On the issue of why most of the charges are laid summarily, one legal source posited that the police are sometimes afraid of the jury in such cases.

However, Crime Chief Seelall Persaud said that decision, whether to charge indictably or summarily, is taken by the DPP. And he said there are problems with charging persons with narcotics in the High Court.

“But there are problems. One has to do with time; one has to do with tampering with witnesses, tampering with jury… the High Court is congested… it takes a longer time to get them tried. We have one there since, I think, in the 1990s or early 2000 and something; an airport matter with a former rugby player. He was charged with having 69 kilos or something at the airport. He has been before the court for almost ten years and hasn’t come up for trial. [He is] out on bail,” Seelall told Stabroek News.
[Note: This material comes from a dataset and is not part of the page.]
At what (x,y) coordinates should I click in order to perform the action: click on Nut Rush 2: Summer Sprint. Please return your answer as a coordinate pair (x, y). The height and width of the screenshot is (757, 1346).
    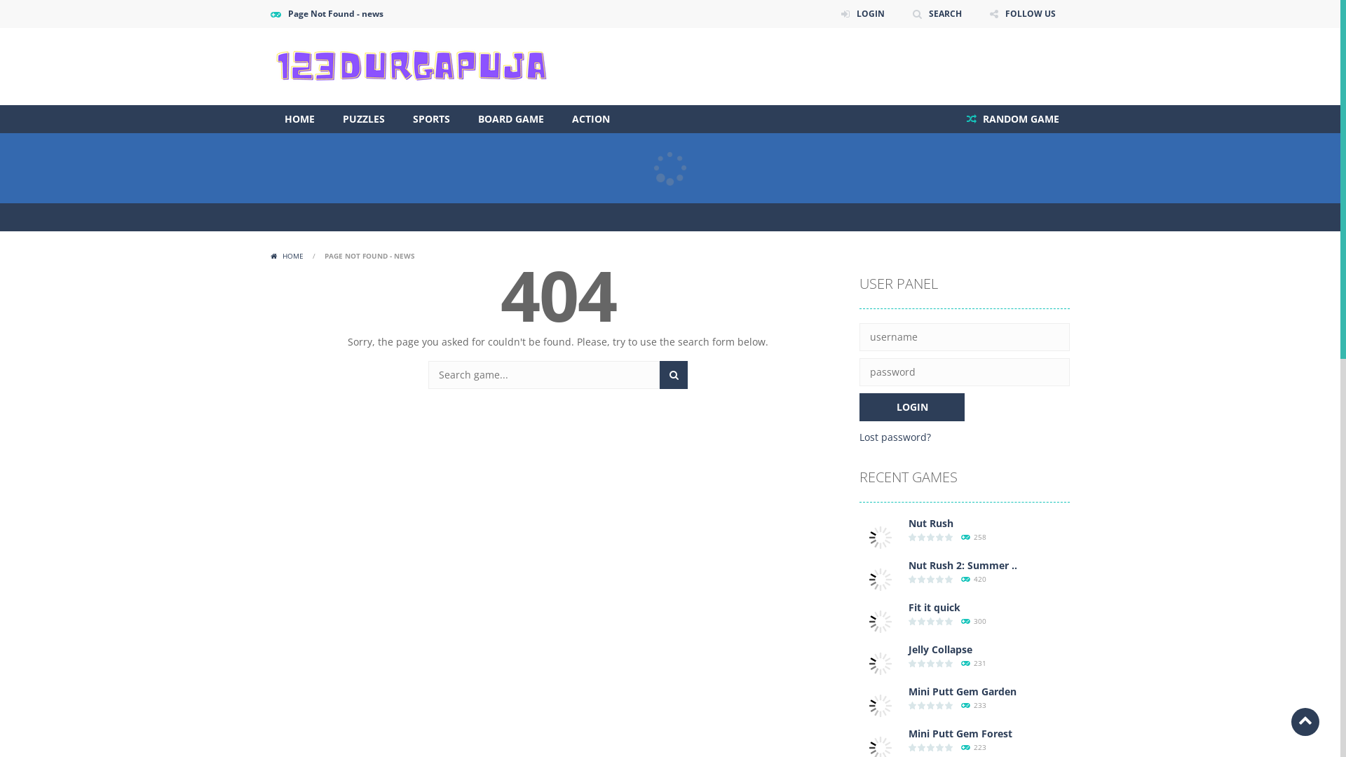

Meanwhile, when asked whether Guyana had been involved in anyway in the investigation of the matter in Barbados Seelall had this to say: “I can’t say at this point if Guyana participated in that investigation. I know the Narcotics Branch has worked with several countries and the support they provide sometimes is small; sometimes it’s bigger.”

Seelall, who has worked in narcotics for a significant portion of his career, said he was not at headquarters when the investigation was conducted and “I have not checked whether we did or did not.”

Security observers say that once the six drug convicts were apprehended in Barbados, Guyana should have been able to immediately pick up the trail here and crack down on others in the network. There is no evidence that this occurred.